Unlike early bleeding, which occurs in the first 24 hours of age and may be linked to specific maternal medications like anti-seizure medications or treatments for tuberculosis, late VKBD can occur unexpectedly and often without obvious warning signs.

While Canadian data on VKBD remains limited, surveillance conducted through the Canadian Pediatric Surveillance Program between 1997 and 2000 identified five confirmed cases of the condition.

According to the national guidelines, one infant had received no vitamin K prophylaxis, while two had received an oral alternative rather than the injection.

The findings translated to an estimated incidence of roughly one case for every 140,000 to 170,000 births.

Growing trend of more parents refusing vitamin K: doctor Dr. Eugene Ng comments on the growing trend of parents refusing to give their babies vitamin K.

Parental refusal and misinformation

Pilar Chapman, a hospitalist midwife at Hamilton Health Sciences’ West Lincoln Memorial Hospital, told CTVNews.ca in a Zoom interview Thursday that there has been an increase in parents declining vitamin K in clinical settings.

With more than two decades of experience, Chapman said there has been a shift in parental attitudes. In the early 2000s, she said one or two clients a year would decline vitamin K.

“Now … we would have several per month that are declining vitamin K,” she added.

Ng said physicians are also increasingly noticing the vitamin K decline, although Canadian national data remains limited.

“It seems to be a growing trend,” he said.

Research cited by Ng suggests similar patterns elsewhere.
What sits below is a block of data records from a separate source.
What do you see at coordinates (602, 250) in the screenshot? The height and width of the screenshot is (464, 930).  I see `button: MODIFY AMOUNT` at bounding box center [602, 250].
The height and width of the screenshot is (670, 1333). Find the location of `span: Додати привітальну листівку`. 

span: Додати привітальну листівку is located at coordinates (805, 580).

A recent U.S. study involving nearly five million newborns found rates of non-administration increased from approximately three per cent in 2017 to more than five per cent in 2024.

Ng clarified that when looking at the study year-over-year, it doesn’t specifically cite refusal as being behind the trend. However, it’s one of the reasons why newborns miss the shot.
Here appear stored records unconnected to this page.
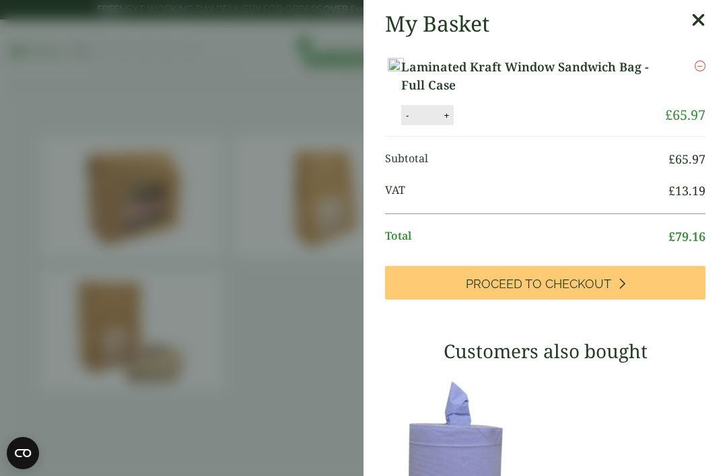 This screenshot has width=727, height=476. I want to click on a: Laminated Kraft Window Sandwich Bag - Full Case, so click(533, 76).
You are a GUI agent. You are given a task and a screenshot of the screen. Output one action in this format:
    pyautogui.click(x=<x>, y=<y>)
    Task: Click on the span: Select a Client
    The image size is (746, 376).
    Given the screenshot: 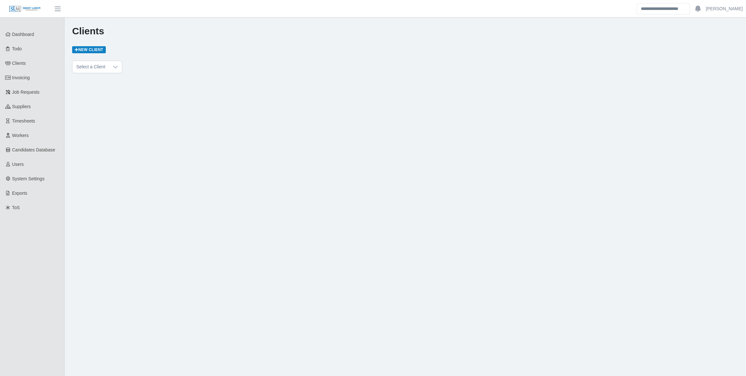 What is the action you would take?
    pyautogui.click(x=91, y=67)
    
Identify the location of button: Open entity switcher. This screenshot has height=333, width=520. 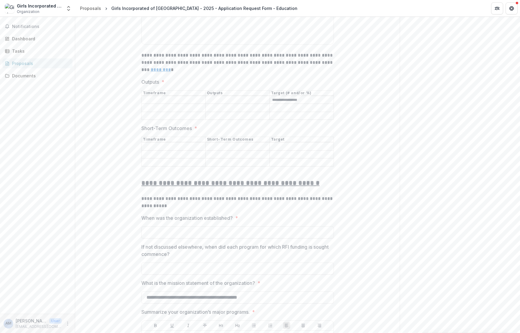
(69, 8).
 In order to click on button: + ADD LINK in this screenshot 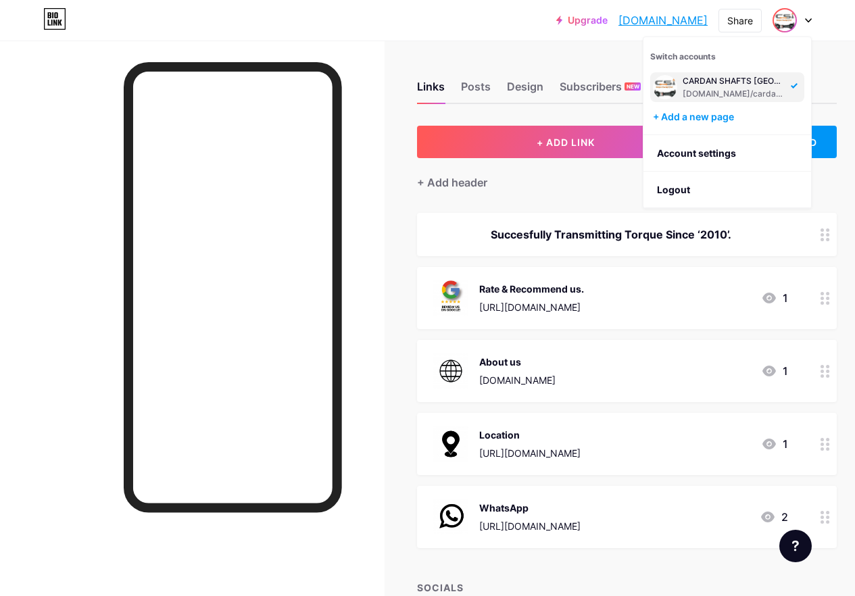, I will do `click(565, 142)`.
Reasons behind refusal vary, he said, but often involve concerns over preservatives and ingredients like benzo alcohol, as well as fears around potential side effects, specifically concerns about the vitamin K injection and its association with childhood cancer, which Ng said has been debunked.

Chapman said many concerns raised by parents appear to be linked to information found online, including claims that vitamin K can cause jaundice or that babies naturally obtain enough vitamin K without intervention.

“The hard part sometimes is making sure that they understand the risks of what they’re declining,” Chapman said, explaining that these conversations happen during prenatal care.

“Parents who are declining vitamin K are coming in with strongly held beliefs into the labour process,” Chapman said.

Parents who refuse vitamin K have ‘strongly-held beliefs’: hospital midwife Hospital midwife Pilar Chapman says some parents who are declining Vitamin K for infants are coming in with ‘strongly-held beliefs’.

Vaccine hesitancy

Ng also noted that previous research found links between vitamin K refusal and later vaccine refusal, suggesting broader skepticism toward medical interventions may be influencing parents’ decisions.

“After COVID, there has been a little bit more sort of the so-called public skepticism of any of the preventative interventions, and so vitamin K as a preventive intervention can also be grabbed into that bag,” Ng said.

Ng stressed that vitamin K is not a vaccine and serves a different purpose entirely.

While previous research has found higher refusal rates among home births and birth centres, Chapman said the trend is not limited to lower-intervention birth settings.

“Working with the physician population, I’m seeing this trend regardless of that,” she said. “It’s a new trend. It’s something I haven’t seen in these numbers before and it’s going to have implications.”

Chapman said one of the most important parts of these conversations is ensuring parents understand what could happen if a baby developed VKDB.

“Even though something can sound rare, that’s someone’s baby,” she said. “Someone is always the one.”